2012-04-24ditch the priority inheritance locks; use malloc's version of lockRich Felker-4/+4
i did some testing trying to switch malloc to use the new internal lock with priority inheritance, and my malloc contention test got 20-100 times slower. if priority inheritance futexes are this slow, it's simply too high a price to pay for avoiding priority inversion. maybe we can consider them somewhere down the road once the kernel folks get their act together on this (and perferably don't link it to glibc's inefficient lock API)... as such, i've switch __lock to use malloc's implementation of lightweight locks, and updated all the users of the code to use an array with a waiter count for their locks. this should give optimal performance in the vast majority of cases, and it's simple. malloc is still using its own internal copy of the lock code because it seems to yield measurably better performance with -O3 when it's inlined (20% or more difference in the contention stress test).

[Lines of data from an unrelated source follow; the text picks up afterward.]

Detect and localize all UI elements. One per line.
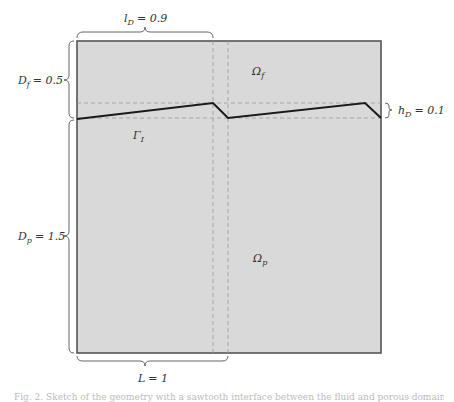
label-lD: lD= 0.9 (124, 12, 167, 27)
brace-L (77, 356, 228, 366)
brace-lD (77, 27, 213, 38)
brace-Dp (64, 120, 74, 353)
label-Df: Df= 0.5 (17, 74, 63, 89)
label-Dp: Dp= 1.5 (17, 230, 65, 245)
label-L: L= 1 (137, 372, 168, 385)
figure-caption: Fig. 2. Sketch of the geometry with a sa… (14, 392, 444, 402)
domain-rectangle (77, 41, 381, 353)
label-hD: hD= 0.1 (398, 104, 445, 119)
brace-hD (385, 103, 392, 118)
brace-Df (64, 41, 74, 118)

2011-03-30rename __simple_malloc.c to lite_malloc.c - yes this affects behavior!Rich Felker-0/+46
why does this affect behavior? well, the linker seems to traverse archive files starting from its current position when resolving symbols. since calloc.c comes alphabetically (and thus in sequence in the archive file) between __simple_malloc.c and malloc.c, attempts to resolve the "malloc" symbol for use by calloc.c were pulling in the full malloc.c implementation rather than the __simple_malloc.c implementation. as of now, lite_malloc.c and malloc.c are adjacent in the archive and in the correct order, so malloc.c should never be used to resolve "malloc" unless it's already needed to resolve another symbol ("free" or "realloc").